Sylvia Jones, or as I knew her, Mrs. Jones, taught me so many things during just three years of high school, but more than anything, she fostered in me — as in so many others — a lifelong love for writing.

I knew her for a relatively short time in my life — during high school and the occasional visits in the early years after graduation. But eventually, we lost touch. As part of the last high school generation who clipped beepers to baggy jeans, it was easy to lose contact with people whose life updates didn’t filter into your algorithm every now and then.

So, when I learned that she had died of sudden heart failure on Dec. 8 at age 88, in the midst of my regret for not keeping in touch during her retirement, my only recourse was to sit down at my laptop and write about what it was like to have been her student.

Mrs. Jones was not for everyone. She was tough. She had high expectations and she demanded perfection from an art form where there’s no right answer — but certainly a right way of doing things. And if you took her AP English or advanced journalism classes for the GPA bump or just for college applications, you inevitably became disillusioned.

A longtime educator, Mrs. Jones was already a well-decorated teacher by the time I took her beginning journalism class in 1995 during my sophomore year. She won teacher of the year in Marin County in 1993 and was honored time and again for what she brought to the classroom and to Redwood High School’s Bark newsroom as its journalism advisor.

I was immediately taken by the unique brand of writing that is journalism — its stylistic demand for brevity and efficiency that can capture a reader’s attention. It blended my curiosity about current events with an early sense of awareness and empathy for circumstances different from my own. But mostly I just loved being in Mrs. Jones’ journalism program.

Mrs. Jones ran the Redwood Bark like a real newspaper — complete with a business manager who had to secure advertising revenue to pay for the printing costs, junior beat writers and a senior staff run by the editor-in-chief. It was a place that fostered hard work and a deep pride in the monthly paper that was physically printed into hundreds of copies to be placed around the school or mailed out to subscribers.

The Bark room itself was filled with past issues of the paper stacked in all corners of the room, draft copies of upcoming issues laid out on open tables and students busily discussing stories with editors before the next print deadline. There was an energy and passion that seemingly existed nowhere else on campus. To be on the Bark staff was a time commitment akin to lettering in a varsity sport that competed during the fall, winter and spring seasons. Students could be seen there early in the morning before the first bell and were in and out of the Bark newsroom throughout the days and nights leading up to a deadline.

Mrs. Jones could be found at all hours of the day working one-on-one with student journalists, marking up their stories, reminding them of the New York Times style guidelines and challenging them to perfect their leads. Rarely did your draft avoid her pen. You quickly learned to check your work before sitting down with her.

Her passion was contagious. For those of us who worked on the Bark during our high school years, we fed off the environment she created and we embodied the work ethic, diligence and empathy required of anyone tasked with telling someone else’s story.

I vividly recall rushing out of the gym one night after a varsity basketball playoff game, letting myself into the school through a propped-open door and sitting down to write the entire article about late-game heroics, complete with a photo I took of the post-game celebration, all in time to make that week’s print deadline.

The world has changed so much since those days of publishing a monthly print-only version of the Bark. I’ve often wondered over the years what Mrs. Jones, who used to remind girls who brushed their hair in class that “Barbara Walters never brushes her hair on television,” thought of the state of the industry that she spent a lifetime teaching.

I imagine that if I were to sit in her living room again in Mill Valley, where she used to invite groups of students over for tea and book discussions, she would talk about the need to evolve and find new ways to reach people while maintaining the core principles of journalistic integrity, accuracy and empathy — and, of course, a strict adherence to the New York Times journalism style guide.

One can only hope that there are more gifted educators like Mrs. Jones who will follow in her path.

The only thing I know for certain is that hers is a tough act to follow.

A memorial for Sylvia Stevens Jones is at 2 this afternoon at the Marin Art and Garden Center at 30 Sir Francis Drake Blvd. in Ross. More information at memorialsource.com/example/sylvia-stevens-jones.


» **WORK TASK**:
Retype the records in full, and please keep the pictures out of the copy.

» **INFORMATION SUPPLIED**:
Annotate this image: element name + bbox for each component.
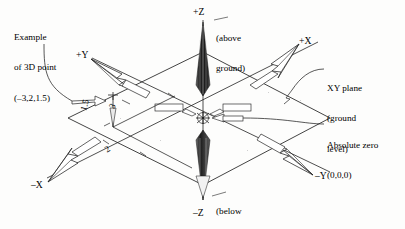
axis-label-positive-x: +X xyxy=(299,35,311,46)
callout-above-line1: (above xyxy=(216,33,245,43)
axis-label-negative-z: –Z xyxy=(193,207,204,218)
callout-absolute-zero: Absolute zero (0,0,0) xyxy=(327,119,378,201)
callout-zero-line1: Absolute zero xyxy=(327,140,378,150)
scan-speck xyxy=(268,92,269,93)
callout-zero-line2: (0,0,0) xyxy=(327,170,378,180)
axis-label-positive-y: +Y xyxy=(76,49,88,60)
callout-example-line1: Example xyxy=(14,32,56,42)
callout-below-ground: (below ground) xyxy=(216,185,245,229)
origin-marker xyxy=(196,112,210,124)
scan-speck xyxy=(120,118,121,119)
axis-label-positive-z: +Z xyxy=(193,6,204,17)
positive-x-arrow xyxy=(250,44,299,89)
callout-below-line1: (below xyxy=(216,206,245,216)
diagram-canvas: Example of 3D point (–3,2,1.5) XY plane … xyxy=(0,0,405,229)
callout-example-line2: of 3D point xyxy=(14,62,56,72)
axis-label-negative-y: –Y xyxy=(315,170,327,181)
scan-speck xyxy=(160,140,161,141)
scan-speck xyxy=(300,100,301,101)
scan-speck xyxy=(247,150,248,151)
callout-above-line2: ground) xyxy=(216,63,245,73)
callout-example-point: Example of 3D point (–3,2,1.5) xyxy=(14,11,56,124)
callout-example-line3: (–3,2,1.5) xyxy=(14,93,56,103)
axis-label-negative-x: –X xyxy=(31,179,43,190)
callout-above-ground: (above ground) xyxy=(216,12,245,94)
callout-xyplane-line1: XY plane xyxy=(327,83,362,93)
negative-x-arrow xyxy=(48,137,101,182)
xy-plane-leader-line xyxy=(284,69,324,104)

» **EXERCISE SOLUTION**:
Annotate this image: element name + bbox for each component.
axis-label-positive-x: +X xyxy=(299,35,311,46)
callout-above-line1: (above xyxy=(216,33,245,43)
axis-label-negative-z: –Z xyxy=(193,207,204,218)
callout-absolute-zero: Absolute zero (0,0,0) xyxy=(327,119,378,201)
callout-zero-line1: Absolute zero xyxy=(327,140,378,150)
scan-speck xyxy=(268,92,269,93)
callout-zero-line2: (0,0,0) xyxy=(327,170,378,180)
axis-label-positive-y: +Y xyxy=(76,49,88,60)
callout-example-line1: Example xyxy=(14,32,56,42)
callout-below-ground: (below ground) xyxy=(216,185,245,229)
origin-marker xyxy=(196,112,210,124)
scan-speck xyxy=(120,118,121,119)
axis-label-positive-z: +Z xyxy=(193,6,204,17)
positive-x-arrow xyxy=(250,44,299,89)
callout-below-line1: (below xyxy=(216,206,245,216)
diagram-canvas: Example of 3D point (–3,2,1.5) XY plane … xyxy=(0,0,405,229)
callout-example-line2: of 3D point xyxy=(14,62,56,72)
axis-label-negative-y: –Y xyxy=(315,170,327,181)
scan-speck xyxy=(160,140,161,141)
scan-speck xyxy=(300,100,301,101)
scan-speck xyxy=(247,150,248,151)
callout-above-line2: ground) xyxy=(216,63,245,73)
callout-example-point: Example of 3D point (–3,2,1.5) xyxy=(14,11,56,124)
callout-example-line3: (–3,2,1.5) xyxy=(14,93,56,103)
axis-label-negative-x: –X xyxy=(31,179,43,190)
callout-above-ground: (above ground) xyxy=(216,12,245,94)
callout-xyplane-line1: XY plane xyxy=(327,83,362,93)
negative-x-arrow xyxy=(48,137,101,182)
xy-plane-leader-line xyxy=(284,69,324,104)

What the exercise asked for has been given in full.